Salisbury Cathedral
1850
From the collection of Victoria and Albert Museum
1850
From the collection of Victoria and Albert Museum
Dominant colour
Salisbury Cathedral is a 1850 by John Constable, held at Victoria and Albert Museum.
This print shows Salisbury Cathedral in the mid-1800s. John Constable made it using mezzotint, a print method with rich darks. The Victoria and Albert Museum holds it in their collection. It comes from Constable’s big project called “Various Subjects of English Landscape.” He picked sketches and paintings and turned them into prints with David Lucas. Try the museum’s mezzotint collection next.
This mezzotint by John Constable, published in the series *Various Subjects of English Landscape*, depicts Salisbury Cathedral and is based on a preliminary oil sketch from 1829–30. Created under Constable’s supervision by mezzotinter David Lucas, the print translates the painter’s original work into a graphic medium, emphasizing chiaroscuro and the interplay of light and shadow. The series, issued in parts between 1830 and 1832, sought to promote English landscape and Constable’s artistic principles, though it proved commercially unsuccessful. Lucas’s technique captures the textural…
Read the full account in the museum source.
John Constable (; 11 June 1776 – 31 March 1837) was an English landscape painter in the Romantic tradition.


§ What the task asks: Across the whole listing, filter for the string "positions" and copy every line that has it.

§ Provided records:
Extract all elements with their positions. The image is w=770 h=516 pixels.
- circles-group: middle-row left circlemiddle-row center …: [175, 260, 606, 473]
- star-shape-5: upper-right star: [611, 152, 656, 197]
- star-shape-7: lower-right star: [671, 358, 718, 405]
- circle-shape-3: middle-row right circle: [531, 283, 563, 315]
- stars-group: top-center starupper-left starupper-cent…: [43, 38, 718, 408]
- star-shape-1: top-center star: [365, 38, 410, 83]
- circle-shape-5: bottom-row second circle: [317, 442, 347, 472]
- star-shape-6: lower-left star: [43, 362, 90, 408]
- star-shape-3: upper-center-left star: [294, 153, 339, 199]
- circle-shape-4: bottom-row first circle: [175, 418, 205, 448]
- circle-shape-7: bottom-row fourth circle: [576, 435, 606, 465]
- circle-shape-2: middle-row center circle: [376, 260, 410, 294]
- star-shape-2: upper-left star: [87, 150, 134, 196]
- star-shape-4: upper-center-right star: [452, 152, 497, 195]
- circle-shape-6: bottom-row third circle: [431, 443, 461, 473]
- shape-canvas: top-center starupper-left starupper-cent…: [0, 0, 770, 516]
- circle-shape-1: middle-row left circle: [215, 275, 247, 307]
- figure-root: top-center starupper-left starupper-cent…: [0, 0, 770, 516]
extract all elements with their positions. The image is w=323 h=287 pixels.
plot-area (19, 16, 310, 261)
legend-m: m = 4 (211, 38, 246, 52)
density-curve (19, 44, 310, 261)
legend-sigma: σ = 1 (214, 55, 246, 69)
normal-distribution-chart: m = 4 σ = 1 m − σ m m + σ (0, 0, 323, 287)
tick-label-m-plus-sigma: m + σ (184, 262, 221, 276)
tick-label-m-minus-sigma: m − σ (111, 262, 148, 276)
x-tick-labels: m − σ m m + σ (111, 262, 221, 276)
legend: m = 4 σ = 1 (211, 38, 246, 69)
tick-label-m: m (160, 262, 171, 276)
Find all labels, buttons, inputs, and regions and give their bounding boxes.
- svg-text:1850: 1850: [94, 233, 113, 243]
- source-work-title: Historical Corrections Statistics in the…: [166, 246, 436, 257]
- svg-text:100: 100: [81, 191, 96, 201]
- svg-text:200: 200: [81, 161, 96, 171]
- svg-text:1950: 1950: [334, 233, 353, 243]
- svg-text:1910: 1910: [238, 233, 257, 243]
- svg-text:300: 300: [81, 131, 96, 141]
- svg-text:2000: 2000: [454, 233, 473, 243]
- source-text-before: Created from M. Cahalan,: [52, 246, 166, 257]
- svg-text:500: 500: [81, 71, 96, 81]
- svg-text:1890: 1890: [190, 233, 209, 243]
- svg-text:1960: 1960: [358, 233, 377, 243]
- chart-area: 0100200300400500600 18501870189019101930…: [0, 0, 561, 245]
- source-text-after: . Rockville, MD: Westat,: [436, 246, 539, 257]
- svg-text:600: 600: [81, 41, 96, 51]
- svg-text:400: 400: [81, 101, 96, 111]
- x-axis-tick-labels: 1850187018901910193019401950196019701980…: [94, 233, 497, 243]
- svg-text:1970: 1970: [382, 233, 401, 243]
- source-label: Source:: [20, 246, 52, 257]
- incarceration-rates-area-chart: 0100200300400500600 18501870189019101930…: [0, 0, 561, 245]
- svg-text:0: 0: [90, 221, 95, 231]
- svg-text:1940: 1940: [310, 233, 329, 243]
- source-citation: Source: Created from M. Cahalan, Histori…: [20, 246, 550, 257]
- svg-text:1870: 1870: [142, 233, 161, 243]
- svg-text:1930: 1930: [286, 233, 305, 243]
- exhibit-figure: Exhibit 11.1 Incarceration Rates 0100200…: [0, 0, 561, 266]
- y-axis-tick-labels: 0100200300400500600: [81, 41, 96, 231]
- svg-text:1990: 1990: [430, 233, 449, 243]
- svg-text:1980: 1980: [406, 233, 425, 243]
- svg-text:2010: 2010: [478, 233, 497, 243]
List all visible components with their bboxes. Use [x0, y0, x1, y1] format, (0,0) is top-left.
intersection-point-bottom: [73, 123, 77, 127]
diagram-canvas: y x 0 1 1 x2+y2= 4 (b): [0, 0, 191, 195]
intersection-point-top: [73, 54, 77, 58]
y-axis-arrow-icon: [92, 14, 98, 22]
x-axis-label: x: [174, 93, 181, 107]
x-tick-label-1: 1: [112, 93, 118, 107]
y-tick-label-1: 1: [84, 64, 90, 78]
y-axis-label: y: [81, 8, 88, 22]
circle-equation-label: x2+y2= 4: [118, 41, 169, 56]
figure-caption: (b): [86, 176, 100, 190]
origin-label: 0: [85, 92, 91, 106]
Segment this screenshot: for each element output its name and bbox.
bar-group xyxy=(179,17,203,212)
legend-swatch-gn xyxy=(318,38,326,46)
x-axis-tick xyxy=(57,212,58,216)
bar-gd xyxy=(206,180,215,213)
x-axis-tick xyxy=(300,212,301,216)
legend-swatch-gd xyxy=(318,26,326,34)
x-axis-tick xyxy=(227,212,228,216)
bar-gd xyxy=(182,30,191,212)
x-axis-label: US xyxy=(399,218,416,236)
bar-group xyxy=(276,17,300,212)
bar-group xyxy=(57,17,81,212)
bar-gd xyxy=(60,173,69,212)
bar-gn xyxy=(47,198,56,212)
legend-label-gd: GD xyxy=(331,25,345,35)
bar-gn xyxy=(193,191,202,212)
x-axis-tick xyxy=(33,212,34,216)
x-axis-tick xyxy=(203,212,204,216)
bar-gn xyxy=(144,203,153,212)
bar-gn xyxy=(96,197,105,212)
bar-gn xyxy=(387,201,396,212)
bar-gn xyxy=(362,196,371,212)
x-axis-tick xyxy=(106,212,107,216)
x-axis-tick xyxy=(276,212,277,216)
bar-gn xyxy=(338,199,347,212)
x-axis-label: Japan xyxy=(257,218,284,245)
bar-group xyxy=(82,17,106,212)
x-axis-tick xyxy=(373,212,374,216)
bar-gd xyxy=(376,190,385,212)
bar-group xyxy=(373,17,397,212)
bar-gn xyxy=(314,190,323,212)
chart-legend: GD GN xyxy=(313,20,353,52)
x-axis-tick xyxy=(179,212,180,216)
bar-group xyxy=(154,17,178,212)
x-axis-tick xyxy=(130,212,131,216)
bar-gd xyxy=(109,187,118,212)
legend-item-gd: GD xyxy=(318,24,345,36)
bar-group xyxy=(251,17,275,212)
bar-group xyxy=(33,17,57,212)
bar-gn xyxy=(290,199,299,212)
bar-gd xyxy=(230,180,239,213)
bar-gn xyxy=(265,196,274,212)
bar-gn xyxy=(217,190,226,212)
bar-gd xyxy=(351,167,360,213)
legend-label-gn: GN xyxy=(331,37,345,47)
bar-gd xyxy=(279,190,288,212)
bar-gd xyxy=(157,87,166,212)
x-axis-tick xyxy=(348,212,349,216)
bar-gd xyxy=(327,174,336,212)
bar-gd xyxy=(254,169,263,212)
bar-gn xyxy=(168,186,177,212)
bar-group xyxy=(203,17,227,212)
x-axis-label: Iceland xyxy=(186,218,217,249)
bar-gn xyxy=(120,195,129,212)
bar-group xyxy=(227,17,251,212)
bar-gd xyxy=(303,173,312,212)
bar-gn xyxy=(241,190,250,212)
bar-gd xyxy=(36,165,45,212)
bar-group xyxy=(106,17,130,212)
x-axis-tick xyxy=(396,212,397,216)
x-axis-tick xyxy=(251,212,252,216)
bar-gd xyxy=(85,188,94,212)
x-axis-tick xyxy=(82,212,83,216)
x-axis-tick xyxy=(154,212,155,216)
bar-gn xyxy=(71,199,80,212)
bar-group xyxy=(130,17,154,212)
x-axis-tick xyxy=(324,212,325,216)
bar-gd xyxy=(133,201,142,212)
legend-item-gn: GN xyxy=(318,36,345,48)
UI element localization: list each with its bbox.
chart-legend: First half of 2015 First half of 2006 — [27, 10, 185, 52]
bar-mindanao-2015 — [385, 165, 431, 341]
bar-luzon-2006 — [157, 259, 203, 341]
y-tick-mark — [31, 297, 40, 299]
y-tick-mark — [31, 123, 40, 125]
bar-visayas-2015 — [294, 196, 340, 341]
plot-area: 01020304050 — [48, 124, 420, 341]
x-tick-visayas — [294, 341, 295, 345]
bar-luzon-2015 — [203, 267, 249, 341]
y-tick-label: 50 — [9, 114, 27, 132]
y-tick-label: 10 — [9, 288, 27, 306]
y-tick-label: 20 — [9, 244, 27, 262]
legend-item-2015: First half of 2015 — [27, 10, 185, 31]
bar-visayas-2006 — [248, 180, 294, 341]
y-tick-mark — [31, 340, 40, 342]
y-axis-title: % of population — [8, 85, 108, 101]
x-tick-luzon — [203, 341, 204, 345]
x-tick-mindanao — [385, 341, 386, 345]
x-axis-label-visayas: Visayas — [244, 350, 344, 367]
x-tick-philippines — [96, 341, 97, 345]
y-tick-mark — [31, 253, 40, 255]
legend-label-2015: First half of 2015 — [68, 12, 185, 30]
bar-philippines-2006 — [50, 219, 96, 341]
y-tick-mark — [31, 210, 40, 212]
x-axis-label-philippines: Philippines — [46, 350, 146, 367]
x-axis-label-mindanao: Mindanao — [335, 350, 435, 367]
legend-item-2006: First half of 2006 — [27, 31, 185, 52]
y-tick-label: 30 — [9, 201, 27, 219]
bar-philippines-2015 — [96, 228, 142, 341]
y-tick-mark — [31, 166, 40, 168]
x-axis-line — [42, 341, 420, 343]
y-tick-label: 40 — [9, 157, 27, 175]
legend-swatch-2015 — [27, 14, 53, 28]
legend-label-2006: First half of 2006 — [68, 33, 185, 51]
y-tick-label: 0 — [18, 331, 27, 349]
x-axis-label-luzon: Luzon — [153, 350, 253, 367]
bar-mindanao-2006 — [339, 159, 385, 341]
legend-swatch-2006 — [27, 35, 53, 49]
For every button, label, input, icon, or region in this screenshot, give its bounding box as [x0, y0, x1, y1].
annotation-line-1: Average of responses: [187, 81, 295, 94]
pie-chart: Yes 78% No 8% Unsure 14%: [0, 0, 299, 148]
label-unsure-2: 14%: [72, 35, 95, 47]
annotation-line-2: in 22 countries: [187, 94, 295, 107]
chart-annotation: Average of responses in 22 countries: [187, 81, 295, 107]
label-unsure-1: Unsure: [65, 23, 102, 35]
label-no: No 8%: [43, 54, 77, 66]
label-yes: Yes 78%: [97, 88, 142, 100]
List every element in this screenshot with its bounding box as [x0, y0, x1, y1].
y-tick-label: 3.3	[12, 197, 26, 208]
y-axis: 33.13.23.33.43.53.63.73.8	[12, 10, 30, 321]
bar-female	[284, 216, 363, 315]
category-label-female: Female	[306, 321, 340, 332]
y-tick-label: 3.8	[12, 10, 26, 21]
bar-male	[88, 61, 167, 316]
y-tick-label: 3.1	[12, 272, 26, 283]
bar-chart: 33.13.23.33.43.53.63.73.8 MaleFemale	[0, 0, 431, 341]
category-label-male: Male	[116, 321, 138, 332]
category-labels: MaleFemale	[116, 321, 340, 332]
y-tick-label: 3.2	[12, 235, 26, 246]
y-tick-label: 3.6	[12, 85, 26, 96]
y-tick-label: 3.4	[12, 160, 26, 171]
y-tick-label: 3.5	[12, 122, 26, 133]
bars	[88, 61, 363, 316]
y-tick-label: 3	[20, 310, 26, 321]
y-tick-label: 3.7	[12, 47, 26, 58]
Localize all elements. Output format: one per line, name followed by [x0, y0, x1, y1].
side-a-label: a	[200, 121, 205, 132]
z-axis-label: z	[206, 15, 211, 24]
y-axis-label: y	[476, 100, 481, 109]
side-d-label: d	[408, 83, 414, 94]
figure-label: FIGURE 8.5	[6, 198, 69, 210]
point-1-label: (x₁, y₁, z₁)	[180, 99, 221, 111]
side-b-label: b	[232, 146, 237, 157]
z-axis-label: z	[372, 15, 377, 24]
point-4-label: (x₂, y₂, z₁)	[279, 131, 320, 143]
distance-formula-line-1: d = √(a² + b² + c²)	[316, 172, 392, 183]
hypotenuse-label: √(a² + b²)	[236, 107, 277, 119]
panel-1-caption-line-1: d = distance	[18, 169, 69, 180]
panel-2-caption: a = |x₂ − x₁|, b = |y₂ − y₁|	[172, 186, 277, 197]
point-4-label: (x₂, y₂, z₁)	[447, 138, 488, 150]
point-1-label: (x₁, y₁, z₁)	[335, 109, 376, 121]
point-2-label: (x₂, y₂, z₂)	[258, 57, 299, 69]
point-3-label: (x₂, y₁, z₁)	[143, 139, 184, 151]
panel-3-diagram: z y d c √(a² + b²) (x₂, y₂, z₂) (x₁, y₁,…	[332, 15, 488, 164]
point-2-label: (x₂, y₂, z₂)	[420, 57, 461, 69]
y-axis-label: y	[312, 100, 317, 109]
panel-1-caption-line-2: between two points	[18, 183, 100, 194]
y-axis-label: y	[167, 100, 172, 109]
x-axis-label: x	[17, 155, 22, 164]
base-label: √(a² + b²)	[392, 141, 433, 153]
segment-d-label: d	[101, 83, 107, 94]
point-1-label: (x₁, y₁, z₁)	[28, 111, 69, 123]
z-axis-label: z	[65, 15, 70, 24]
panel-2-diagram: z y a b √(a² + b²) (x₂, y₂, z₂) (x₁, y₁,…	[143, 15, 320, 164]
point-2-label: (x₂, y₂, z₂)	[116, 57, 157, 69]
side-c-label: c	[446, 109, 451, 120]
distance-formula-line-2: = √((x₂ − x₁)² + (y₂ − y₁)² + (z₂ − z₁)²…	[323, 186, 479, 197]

§ Solved problem:
Extract all elements with their positions. The image is w=770 h=516 pixels.
extract all elements with their positions. The image is w=323 h=287 pixels.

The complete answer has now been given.